Utsunomiya Schools Shut Down Due to Bear Sightings

Utsunomiya: A city in Japan has closed 94 schools due to bears. Authorities in Japan's Utsunomiya city government ordered the temporary suspension of classes at all 94 elementary and junior high schools following the first-ever sighting of a bear in the area.

According to Thai News Agency, the city of Utsunomiya, with a population of approximately 500,000, located about 100 kilometers north of Tokyo, reported sightings of an Asiatic black bear in a residential area near a park on Saturday evening. The bear was sighted again late Sunday night/early Monday morning near a street just 500 meters from a junior high school. It remains at large. This marks the first time a bear has been sighted in a residential area of Utsunomiya. As a result, the city government has ordered the temporary suspension of classes at all 94 elementary and junior high schools today for the safety of students.

In recent years, incidents of bears escaping from forests and entering urban areas and communities in Japan have become increasingly frequent, often resulting in encounters with humans, leading to fatalities and injuries. This is due to several factors, including an estimated threefold increase in the black bear population in Japan since 2012; climate change, which has drastically reduced the natural food sources of bears, such as acorns and beech trees; and the declining rural population and the abandonment of agricultural land, which has eroded the natural buffer zone between forests and cities, allowing bears to venture closer to human settlements in search of food.

Due to the increasingly severe situation across the country, the Japanese government established a task force this year to urgently find ways to reduce the rate of injuries and fatalities from bear attacks.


▸ **YOUR ASSIGNMENT**
Every line in the records below with the string "this" is to be copied out.

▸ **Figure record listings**
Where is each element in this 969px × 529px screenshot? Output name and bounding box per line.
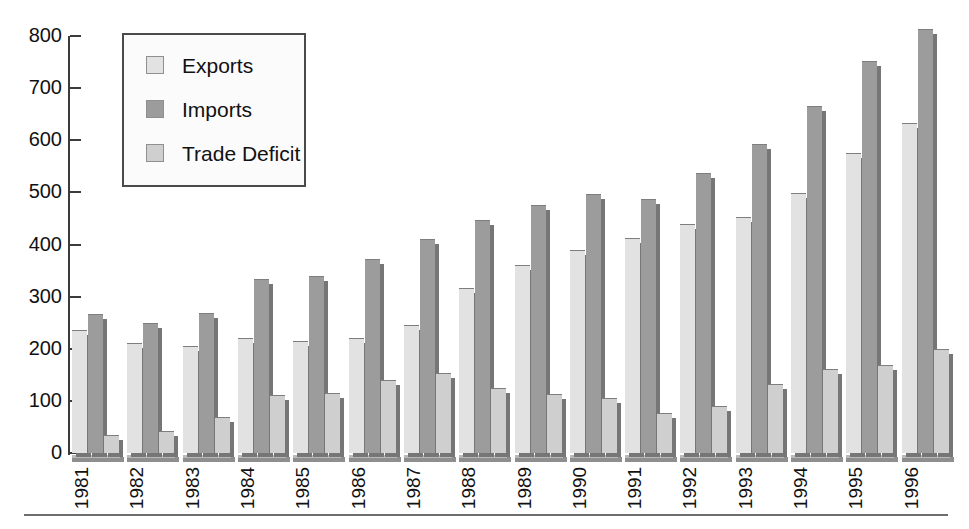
bar-face xyxy=(736,217,751,453)
bar-exports[interactable] xyxy=(791,194,806,453)
bar-exports[interactable] xyxy=(902,124,917,453)
bar-exports[interactable] xyxy=(680,225,695,453)
bar-face xyxy=(807,106,822,453)
bar-exports[interactable] xyxy=(736,218,751,453)
bar-face xyxy=(104,435,119,453)
bar-shadow xyxy=(396,385,400,457)
bar-shadow-base xyxy=(740,453,755,457)
x-axis-label-text: 1984 xyxy=(238,467,257,509)
bar-imports[interactable] xyxy=(531,206,546,453)
bar-shadow xyxy=(562,399,566,457)
bar-trade-deficit[interactable] xyxy=(657,414,672,453)
bar-trade-deficit[interactable] xyxy=(712,407,727,453)
y-axis-tick-label: 0 xyxy=(16,442,62,462)
bar-exports[interactable] xyxy=(127,344,142,453)
bar-shadow xyxy=(451,378,455,457)
bar-face xyxy=(254,279,269,453)
x-axis-label: 1990 xyxy=(570,462,622,520)
legend-label: Trade Deficit xyxy=(182,142,300,166)
x-axis-label-text: 1987 xyxy=(404,467,423,509)
bar-exports[interactable] xyxy=(349,339,364,453)
bar-shadow-base xyxy=(242,453,257,457)
footer-divider xyxy=(24,514,948,516)
bar-shadow-base xyxy=(163,453,178,457)
y-axis-tick-label: 300 xyxy=(16,286,62,306)
y-axis-tick-label: 100 xyxy=(16,390,62,410)
bar-imports[interactable] xyxy=(143,324,158,453)
x-axis-label-text: 1985 xyxy=(293,467,312,509)
bar-shadow-base xyxy=(551,453,566,457)
bar-trade-deficit[interactable] xyxy=(823,370,838,453)
bar-shadow-base xyxy=(882,453,897,457)
bar-imports[interactable] xyxy=(696,174,711,453)
bar-trade-deficit[interactable] xyxy=(159,432,174,453)
bar-imports[interactable] xyxy=(918,30,933,453)
x-axis-label-text: 1990 xyxy=(570,467,589,509)
bar-trade-deficit[interactable] xyxy=(878,366,893,453)
bar-exports[interactable] xyxy=(183,347,198,453)
x-axis-label: 1993 xyxy=(736,462,788,520)
bar-imports[interactable] xyxy=(475,221,490,453)
bar-exports[interactable] xyxy=(846,154,861,453)
bar-face xyxy=(420,239,435,453)
bar-trade-deficit[interactable] xyxy=(104,436,119,453)
bar-exports[interactable] xyxy=(293,342,308,453)
bar-imports[interactable] xyxy=(586,195,601,453)
bar-shadow-base xyxy=(684,453,699,457)
bar-shadow-base xyxy=(408,453,423,457)
bar-shadow-base xyxy=(297,453,312,457)
bar-shadow xyxy=(617,403,621,457)
bar-exports[interactable] xyxy=(72,331,87,453)
bar-exports[interactable] xyxy=(238,339,253,453)
bar-imports[interactable] xyxy=(807,107,822,453)
bar-shadow-base xyxy=(385,453,400,457)
bar-imports[interactable] xyxy=(420,240,435,453)
bar-exports[interactable] xyxy=(459,289,474,453)
bar-exports[interactable] xyxy=(625,239,640,453)
bar-trade-deficit[interactable] xyxy=(934,350,949,453)
bar-face xyxy=(902,123,917,453)
bar-exports[interactable] xyxy=(515,266,530,453)
bar-trade-deficit[interactable] xyxy=(381,381,396,453)
bar-shadow-base xyxy=(756,453,771,457)
bar-shadow-base xyxy=(463,453,478,457)
x-axis-label: 1985 xyxy=(293,462,345,520)
bar-trade-deficit[interactable] xyxy=(215,418,230,453)
bar-imports[interactable] xyxy=(254,280,269,453)
bar-trade-deficit[interactable] xyxy=(768,385,783,453)
bar-imports[interactable] xyxy=(88,315,103,453)
x-axis-label: 1982 xyxy=(127,462,179,520)
bar-shadow xyxy=(727,411,731,457)
bar-face xyxy=(404,325,419,453)
bar-imports[interactable] xyxy=(862,62,877,453)
bar-imports[interactable] xyxy=(365,260,380,453)
y-axis-tick-label: 600 xyxy=(16,129,62,149)
bar-trade-deficit[interactable] xyxy=(547,395,562,453)
bar-exports[interactable] xyxy=(404,326,419,453)
bar-imports[interactable] xyxy=(752,145,767,453)
bar-trade-deficit[interactable] xyxy=(602,399,617,453)
bar-exports[interactable] xyxy=(570,251,585,453)
bar-shadow-base xyxy=(369,453,384,457)
bar-shadow-base xyxy=(329,453,344,457)
bar-face xyxy=(475,220,490,453)
bar-imports[interactable] xyxy=(309,277,324,453)
x-axis-label-text: 1991 xyxy=(625,467,644,509)
bar-shadow-base xyxy=(424,453,439,457)
x-axis-label: 1989 xyxy=(515,462,567,520)
bar-imports[interactable] xyxy=(641,200,656,453)
bar-trade-deficit[interactable] xyxy=(491,389,506,453)
bar-face xyxy=(349,338,364,453)
bar-face xyxy=(680,224,695,453)
bar-trade-deficit[interactable] xyxy=(270,396,285,453)
bar-face xyxy=(127,343,142,453)
bar-shadow-base xyxy=(795,453,810,457)
bar-imports[interactable] xyxy=(199,314,214,453)
bar-face xyxy=(459,288,474,453)
bar-trade-deficit[interactable] xyxy=(436,374,451,453)
y-axis-tick-label: 200 xyxy=(16,338,62,358)
bar-face xyxy=(712,406,727,453)
bar-face xyxy=(752,144,767,453)
bar-trade-deficit[interactable] xyxy=(325,394,340,453)
bar-shadow xyxy=(783,389,787,457)
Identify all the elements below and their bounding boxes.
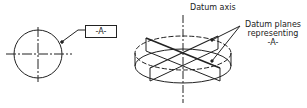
planes-label-line-2: representing xyxy=(245,29,301,38)
datum-tag: -A- xyxy=(85,25,117,38)
datum-planes-label: Datum planes representing -A- xyxy=(245,20,301,47)
datum-drawing xyxy=(0,0,307,108)
planes-label-line-1: Datum planes xyxy=(245,20,301,29)
leader-dot xyxy=(61,41,64,44)
leader-line xyxy=(63,30,85,41)
planes-label-line-3: -A- xyxy=(245,38,301,47)
disc-isometric xyxy=(135,15,240,103)
datum-axis-label: Datum axis xyxy=(190,3,236,12)
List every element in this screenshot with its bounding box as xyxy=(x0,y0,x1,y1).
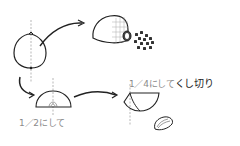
half-label: 1／2にして xyxy=(19,119,65,128)
quarter-label: 1／4にしてくし切り xyxy=(129,79,213,89)
whole-onion-illustration xyxy=(14,20,46,82)
arrow-to-minced xyxy=(40,23,82,46)
quarter-label-suffix: くし切り xyxy=(175,78,214,89)
halved-onion-illustration xyxy=(36,78,71,116)
minced-onion-illustration xyxy=(93,16,154,50)
wedge-onion-illustration xyxy=(124,84,173,130)
quarter-label-prefix: 1／4にして xyxy=(129,79,175,89)
arrow-to-quarter xyxy=(74,92,116,97)
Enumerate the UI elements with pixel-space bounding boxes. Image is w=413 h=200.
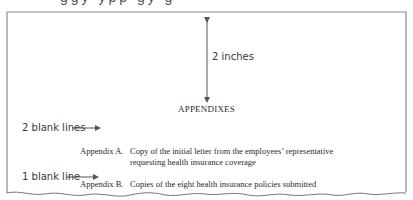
page-frame <box>0 0 413 200</box>
appendix-b-line-1: Copies of the eight health insurance pol… <box>130 179 316 189</box>
appendix-a-label: Appendix A. <box>80 146 123 156</box>
one-blank-line-label: 1 blank line <box>22 171 80 182</box>
torn-bottom-edge <box>7 192 406 196</box>
dimension-label: 2 inches <box>212 51 254 62</box>
appendix-a-line-1: Copy of the initial letter from the empl… <box>130 146 333 156</box>
appendixes-heading: APPENDIXES <box>0 104 413 114</box>
appendix-b-label: Appendix B. <box>80 179 123 189</box>
two-blank-lines-label: 2 blank lines <box>22 122 85 133</box>
appendix-a-line-2: requesting health insurance coverage <box>130 157 256 167</box>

▸ **EXERCISE SOLUTION**
Where is each element in this 969px × 529px screenshot? Output name and bounding box per line.
List every element in this screenshot with its bounding box as xyxy=(x0,y0,x1,y1).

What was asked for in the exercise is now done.